By Rabbi Debra Smith
On the surface, this Pesach was wonderful! One of our daughters flew in from Baltimore to spend the week with us in Florida. For the first time in many years, I was not leading a community Seder, but rather was a guest at two very different Seders, one hosted by family and the other hosted by friends. Both were lively, and the food at both was wonderful.
I felt such comfort and well-being celebrating with my husband and daughter of beloved family and dear friends.
But in my heart, I felt tugging of sadness, a sense of incompleteness. My soul felt in prison in a tight and narrow Mitzrayim as we celebrated and rejoiced at our liberation from Egyptian slavery and our renewal as a people.
And I answered myself:
On other Pesachs in my lifetime, Israel was not at war.
On other Pesachs in my lifetime, our fellow Jews were not being held hostage by a terrorist organization that wanted to wipe every one of us off the face of the earth.
On other Pesachs in my lifetime, anti-Semitic incidents were not up 600% and I felt safe as a Jew in America – something I do not feel with certainty today.
On all other Pesachs, college campuses were not protesting against Israel as perpetrating genocidal crimes against the Palestinians, nor was Israel being called an apartheid state being widely accused of war crimes.
Our plagues as Jews have multiplied many-fold. Dayenu! Enough! When and how will this end?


▶ _What to work on_: Line by line, transcribe the listing below exactly.
++++++++
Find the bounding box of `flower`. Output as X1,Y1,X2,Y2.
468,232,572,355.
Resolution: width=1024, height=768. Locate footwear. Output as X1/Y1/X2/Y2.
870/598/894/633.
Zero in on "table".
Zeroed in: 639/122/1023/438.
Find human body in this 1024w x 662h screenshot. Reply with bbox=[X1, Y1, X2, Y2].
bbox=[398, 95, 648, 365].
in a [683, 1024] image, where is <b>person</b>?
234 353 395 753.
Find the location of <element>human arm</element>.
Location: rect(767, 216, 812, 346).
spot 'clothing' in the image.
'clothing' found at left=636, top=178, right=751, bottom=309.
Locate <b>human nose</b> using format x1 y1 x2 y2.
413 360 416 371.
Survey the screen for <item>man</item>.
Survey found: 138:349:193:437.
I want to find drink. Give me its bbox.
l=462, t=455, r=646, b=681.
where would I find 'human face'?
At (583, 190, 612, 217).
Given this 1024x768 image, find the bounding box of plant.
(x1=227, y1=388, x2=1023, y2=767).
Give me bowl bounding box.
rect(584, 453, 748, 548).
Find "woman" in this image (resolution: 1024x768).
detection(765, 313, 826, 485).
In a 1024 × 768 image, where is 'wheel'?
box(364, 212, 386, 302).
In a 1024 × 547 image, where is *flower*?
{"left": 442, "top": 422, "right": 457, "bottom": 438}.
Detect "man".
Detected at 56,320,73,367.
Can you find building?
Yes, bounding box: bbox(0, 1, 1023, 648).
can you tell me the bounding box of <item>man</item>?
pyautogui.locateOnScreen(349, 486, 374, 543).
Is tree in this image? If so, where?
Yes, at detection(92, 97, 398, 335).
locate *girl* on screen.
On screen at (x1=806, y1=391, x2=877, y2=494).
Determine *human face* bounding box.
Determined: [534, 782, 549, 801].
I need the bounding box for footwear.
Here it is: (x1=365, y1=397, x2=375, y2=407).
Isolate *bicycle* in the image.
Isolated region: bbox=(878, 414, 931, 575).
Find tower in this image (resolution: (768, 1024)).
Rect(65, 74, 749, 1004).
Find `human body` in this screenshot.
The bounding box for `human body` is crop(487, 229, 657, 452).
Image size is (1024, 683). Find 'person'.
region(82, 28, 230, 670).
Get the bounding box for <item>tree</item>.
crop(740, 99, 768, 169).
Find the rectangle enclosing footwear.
++++++++
▶ _Answer_:
Find the bounding box of `flower`. Output as X1,Y1,X2,Y2.
468,232,572,355.
Resolution: width=1024, height=768. Locate footwear. Output as X1/Y1/X2/Y2.
870/598/894/633.
Zero in on "table".
Zeroed in: 639/122/1023/438.
Find human body in this 1024w x 662h screenshot. Reply with bbox=[X1, Y1, X2, Y2].
bbox=[398, 95, 648, 365].
in a [683, 1024] image, where is <b>person</b>?
234 353 395 753.
Find the location of <element>human arm</element>.
Location: rect(767, 216, 812, 346).
spot 'clothing' in the image.
'clothing' found at left=636, top=178, right=751, bottom=309.
Locate <b>human nose</b> using format x1 y1 x2 y2.
413 360 416 371.
Survey the screen for <item>man</item>.
Survey found: 138:349:193:437.
I want to find drink. Give me its bbox.
l=462, t=455, r=646, b=681.
where would I find 'human face'?
At (583, 190, 612, 217).
Given this 1024x768 image, find the bounding box of plant.
(x1=227, y1=388, x2=1023, y2=767).
Give me bowl bounding box.
rect(584, 453, 748, 548).
Find "woman" in this image (resolution: 1024x768).
detection(765, 313, 826, 485).
In a 1024 × 768 image, where is 'wheel'?
box(364, 212, 386, 302).
In a 1024 × 547 image, where is *flower*?
{"left": 442, "top": 422, "right": 457, "bottom": 438}.
Detect "man".
Detected at 56,320,73,367.
Can you find building?
Yes, bounding box: bbox(0, 1, 1023, 648).
can you tell me the bounding box of <item>man</item>?
pyautogui.locateOnScreen(349, 486, 374, 543).
Is tree in this image? If so, where?
Yes, at detection(92, 97, 398, 335).
locate *girl* on screen.
On screen at (x1=806, y1=391, x2=877, y2=494).
Determine *human face* bounding box.
Determined: [534, 782, 549, 801].
I need the bounding box for footwear.
Here it is: (x1=365, y1=397, x2=375, y2=407).
Isolate *bicycle* in the image.
Isolated region: bbox=(878, 414, 931, 575).
Find tower in this image (resolution: (768, 1024)).
Rect(65, 74, 749, 1004).
Find `human body` in this screenshot.
The bounding box for `human body` is crop(487, 229, 657, 452).
Image size is (1024, 683). Find 'person'.
region(82, 28, 230, 670).
Get the bounding box for <item>tree</item>.
crop(740, 99, 768, 169).
Find the rectangle enclosing footwear.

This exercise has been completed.